Night had fallen. Hans got the sled, and the two dead men were dragged through the darkness and storm to their frozen sepulchre. The funeral procession was anything but a pageant. The sled sank deep into the drifted snow and pulled hard. The man and the woman had eaten nothing since the previous day, and were weak from hunger and exhaustion. They had not the strength to resist the wind, and at times its buffets hurled them off their feet. On several occasions the sled was overturned, and they were compelled to reload it with its sombre freight. The last hundred feet to the graves was up a steep slope, and this they took on all fours, like sled-dogs, making legs of their arms and thrusting their hands into the snow. Even so, they were twice dragged backward by the weight of the sled, and slid and fell down the hill, the living and the dead, the haul-ropes and the sled, in ghastly entanglement.
"To-morrow I will put up head-boards with their names," Hans said, when the graves were filled in.
Edith was sobbing. A few broken sentences had been all she was capable of in the way of a funeral service, and now her husband was compelled to half-carry her back to the cabin.
Dennin was conscious.
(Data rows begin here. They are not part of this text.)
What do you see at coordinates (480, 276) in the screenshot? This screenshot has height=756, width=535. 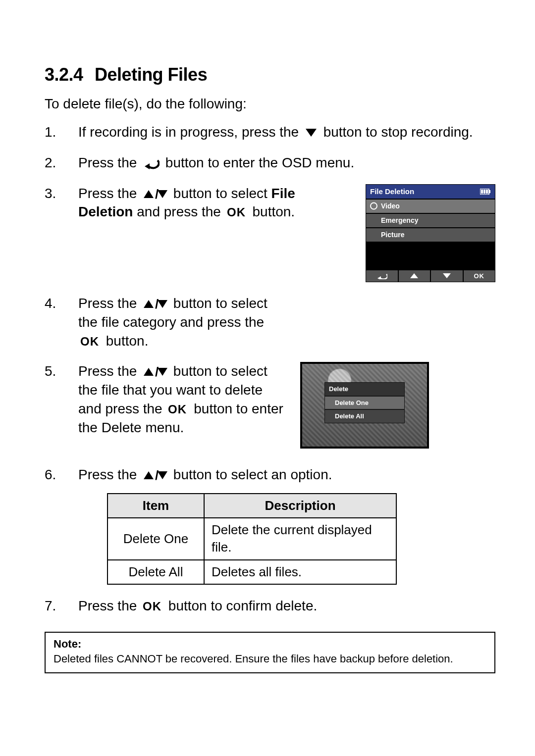 I see `osd-foot-ok: OK` at bounding box center [480, 276].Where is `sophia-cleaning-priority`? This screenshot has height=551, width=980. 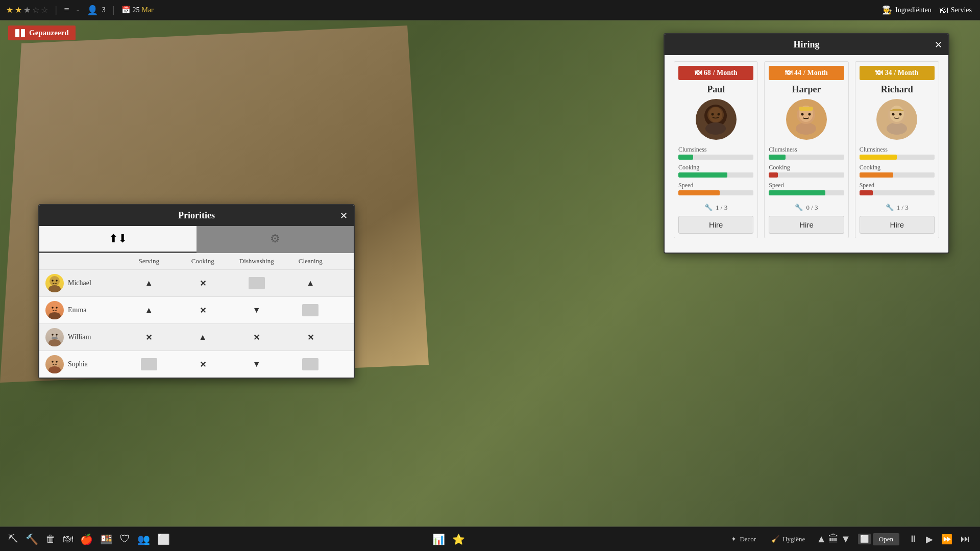
sophia-cleaning-priority is located at coordinates (311, 364).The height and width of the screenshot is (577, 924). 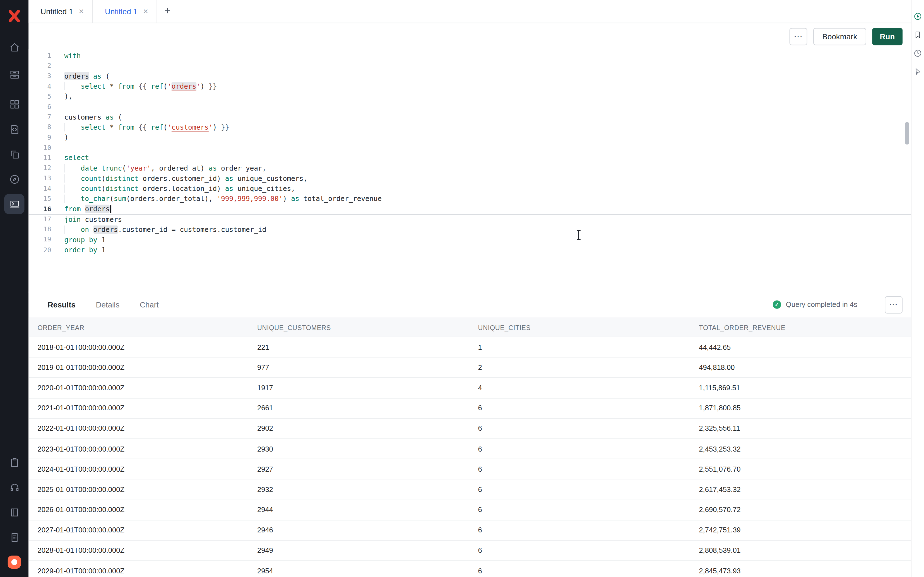 What do you see at coordinates (918, 53) in the screenshot?
I see `history-icon` at bounding box center [918, 53].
He had rolled over and over on the floor in vain efforts to free himself. He watched Hans and Edith with glittering eyes, but made no attempt to speak. Hans still refused to touch the murderer, and sullenly watched Edith drag him across the floor to the men's bunk- room. But try as she would, she could not lift him from the floor into his bunk.
"Better let me shoot him, and we'll have no more trouble," Hans said in final appeal.
Edith shook her head and bent again to her task. To her surprise the body rose easily, and she knew Hans had relented and was helping her.
Then came the cleansing of the kitchen. But the floor still shrieked the tragedy, until Hans planed the surface of the stained wood away and with the shavings made a fire in the stove.
The days came and went. There was much of darkness and silence, broken only by the storms and the thunder on the beach of the freezing surf.
Hans was obedient to Edith's slightest order. All his splendid initiative had vanished. She had elected to deal with Dennin in her way, and so he left the whole matter in her hands.
The murderer was a constant menace. At all times there was the chance that he might free himself from his bonds, and they were compelled to guard him day and night. The man or the woman sat always beside him, holding the loaded shot-gun. At first, Edith tried eight-hour watches, but the continuous strain was too great, and afterwards she and Hans relieved each other every four hours. As they had to sleep, and as the watches extended through the night, their whole waking time was expended in guarding Dennin. They had barely time left over for the preparation of meals and the getting of firewood.
Since Negook's inopportune visit, the Indians had avoided the cabin.
Edith sent Hans to their cabins to get them to take Dennin down the coast in a canoe to the nearest white settlement or trading post, but the errand was fruitless. Then Edith went herself and interviewed Negook. He was head man of the little village, keenly aware of his responsibility, and he elucidated his policy thoroughly in few words.
"It is white man's trouble," he said, "not Siwash trouble. My people help you, then will it be Siwash trouble too. When white man's trouble and Siwash trouble come together and make a trouble, it is a great trouble, beyond understanding and without end. Trouble no good. My people do no wrong. What for they help you and have trouble?"
So Edith Nelson went back to the terrible cabin with its endless alternating four-hour watches. Sometimes, when it was her turn and she sat by the prisoner, the loaded shot-gun in her lap, her eyes would close and she would doze. Always she aroused with a start, s.n.a.t.c.hing up the gun and swiftly looking at him. These were distinct nervous shocks, and their effect was not good on her. Such was her fear of the man, that even though she were wide awake, if he moved under the bedclothes she could not repress the start and the quick reach for the gun.
She was preparing herself for a nervous break-down, and she knew it.